Betting on Designer Genes

Scientists dream of giving people new genes that will stop a disease or fix a problem. It is harder than anyone thought

Gene therapy
Gene therapy Wikimedia Commons

Some of the most serious medical problems are caused by genes that fail to produce a necessary protein or produce a flawed version. Scientists have realized for a quarter century that it should be possible to cure such conditions by replacing the faulty genes with ones that work properly. They have learned how to find the genes in question in healthy cells and cut them from longer stretches of DNA. They have learned how to introduce the "good" genes into viruses that will serve as vectors; "the whole purpose of a virus is to insert its DNA into a cell."

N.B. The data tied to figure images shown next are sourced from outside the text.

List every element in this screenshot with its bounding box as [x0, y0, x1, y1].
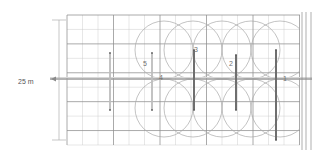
dimension-label: 25 m	[18, 78, 34, 85]
technical-drawing-canvas: 1234525 m	[0, 0, 330, 159]
bar-node-bottom-4	[151, 109, 153, 111]
element-label-3: 3	[194, 46, 198, 53]
bar-node-bottom-2	[235, 109, 237, 111]
element-label-4: 4	[159, 74, 163, 81]
element-label-1: 1	[283, 75, 287, 82]
bar-node-top-1	[275, 49, 277, 51]
element-label-2: 2	[229, 60, 233, 67]
bar-node-top-5	[109, 52, 111, 54]
bar-node-bottom-1	[275, 139, 277, 141]
bar-node-top-4	[151, 52, 153, 54]
bar-node-bottom-3	[193, 109, 195, 111]
bar-node-top-2	[235, 54, 237, 56]
element-label-5: 5	[143, 60, 147, 67]
bar-node-bottom-5	[109, 109, 111, 111]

Up until now, at least, researchers have not been able to use gene therapy to permanently cure a disease, however. The whole thing turns out to be far more complicated than first thought. And the whole effort suffered a severe setback when a teenage patient died during a gene therapy trial—apparently from the virus, not the introduced gene. In fact, Theodore Friedmann, a pioneer who coauthored a seminal paper in 1972, won't use the phrase "gene therapy," preferring "gene transfer" in its place to describe the state of current research.

Recently, teams of researchers in France and the United States have reported small successes. In the first, the group corrected an immune deficiency in two infants. In the other, the scientists injected viruses carrying the necessary gene into three people with hemophilia. A year later, two of them were producing a blood clotting factor that hemophiliacs lack.

In principle, gene therapy has the potential to do more than cure diseases involving faulty genes. Consider patients with coronary artery disease, a condition in which vessels are partly blocked so that tissue downstream from the blockages doesn't get enough blood and therefore enough oxygen. In such cases, the body will naturally generate more blood vessels, to provide what is known as collateral circulation. But often the body cannot keep up, and oxygen-starved cells generate the pain known as angina. By adding genes that produce an angiogenic growth factor to the body, the collateral circulation can be speeded up and increased.

From that kind of enhancement, however, it is an easy jump to introducing genes that will improve a perfectly healthy body. Suddenly we are close to eugenics, a discredited science (the Nazis were big believers) of improving the breed—our own.

Gene therapy has enormous potential, and every day scientists move closer to having it succeed with patients. That will be great day for a lot of people.